McNamara wants AR-15-style rifles for sheriff’s office

“You’ll never look up, as long as I’m the sheriff, and see the sheriff or any of our deputies knocking on your door to disarm you, take your guns or your ammunition,” McLennan County Sheriff Parnell McNamara said. (Waco Tribune-Herald via Associated Press)
“You’ll never look up, as long as I’m the sheriff, and see the sheriff or any of our deputies knocking on your door to disarm you, take your guns or your ammunition,” McLennan County Sheriff Parnell McNamara said.
(Waco Tribune-Herald via Associated Press)
By Lowell Brown
Waco Tribune-Herald via Associated Press

McLennan County Sheriff Parnell McNamara on Tuesday asked county leaders to approve the purchase of 19 AR-15-style rifles to better arm sheriff’s deputies, saying they face a “very grave” threat from heavily armed criminals.

McNamara cited a February incident near the McLennan-Bosque county line where he said a deputy had to confront a heavily armed suspect with only a handgun. The suspect — armed with a handgun, a sawed-off shotgun and an AR-15 military-style rifle — was shooting into a house where a woman and her two children were hiding when the deputy convinced him to drop his weapons, McNamara said.

If the suspect had refused, the incident could have ended much more violently, he said.

“If we can’t provide security for our men and women out there on the front lines, we’re not going to be able to provide safety to our citizens,” McNamara told the commissioners court.

The item was not on commissioners’ agenda, so County Judge Scott Felton said they would vote on it next Tuesday.

The sheriff’s office would cover the $19,146 cost using its own budgeted funds, including $18,500 it received from an insurance claim after a driver ran into a department vehicle, McNamara said.

The purchase would be a step toward arming the office’s 40 patrol deputies with M4 Patrolman’s Carbine rifles. Deputies already carry handguns and shotguns, but McNamara said the shotguns aren’t suited for use at close range.

“It’s just a situation where a lot of the criminals are carrying these types of weapons, and we don’t want to be outgunned,” McNamara said in an interview.

Other counties, including Los Angeles, have purchased AR-15-style rifles to ensure their deputies are equipped to respond to threats, he said.

McNamara, a Republican elected in November, has been an outspoken gun-rights supporter and critic of federal proposals to ban military-style assault weapons and high-capacity magazines. He said Tuesday he continues to oppose an assault-weapons ban because criminals would ignore it.

Commissioner Lester Gibson, the court’s only Democrat, said he supports a federal assault-weapons ban but believes McNamara’s request is reasonable. If criminals are carrying the weapons, law enforcement officers should be too, he said.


What is needed is an exact transcription of every entry below, with the pictures left out.
*** Opening of MATERIAL SHOWN ***
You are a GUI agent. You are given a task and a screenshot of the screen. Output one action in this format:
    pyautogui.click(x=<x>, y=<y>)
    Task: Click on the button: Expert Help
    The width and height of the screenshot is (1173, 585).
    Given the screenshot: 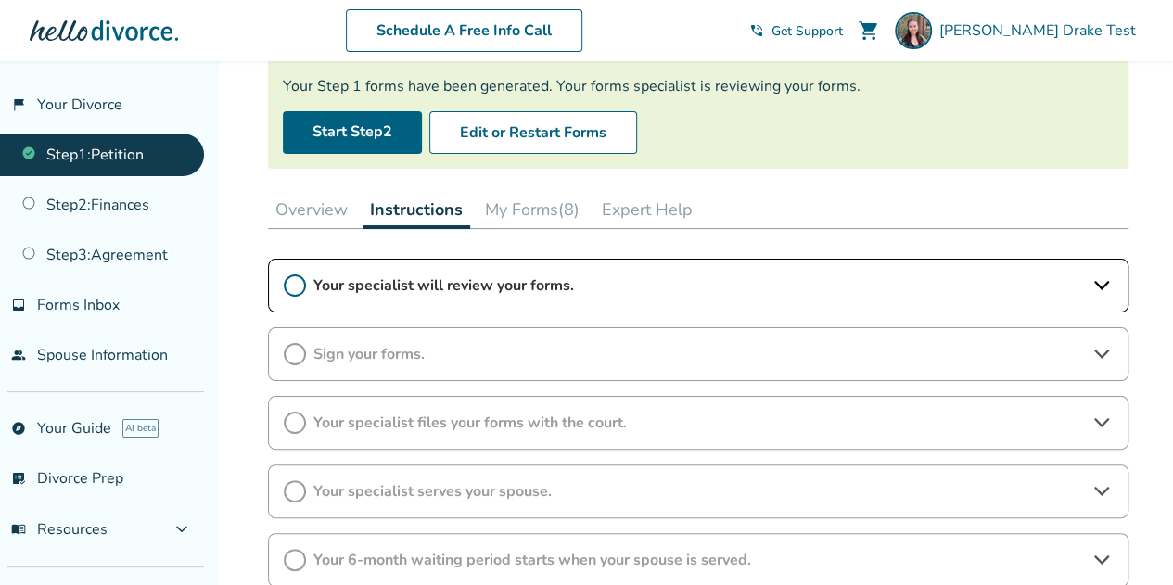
*** Close of MATERIAL SHOWN ***
RESULT FOR THIS TASK =>
You are a GUI agent. You are given a task and a screenshot of the screen. Output one action in this format:
    pyautogui.click(x=<x>, y=<y>)
    Task: Click on the button: Expert Help
    The width and height of the screenshot is (1173, 585).
    Given the screenshot: 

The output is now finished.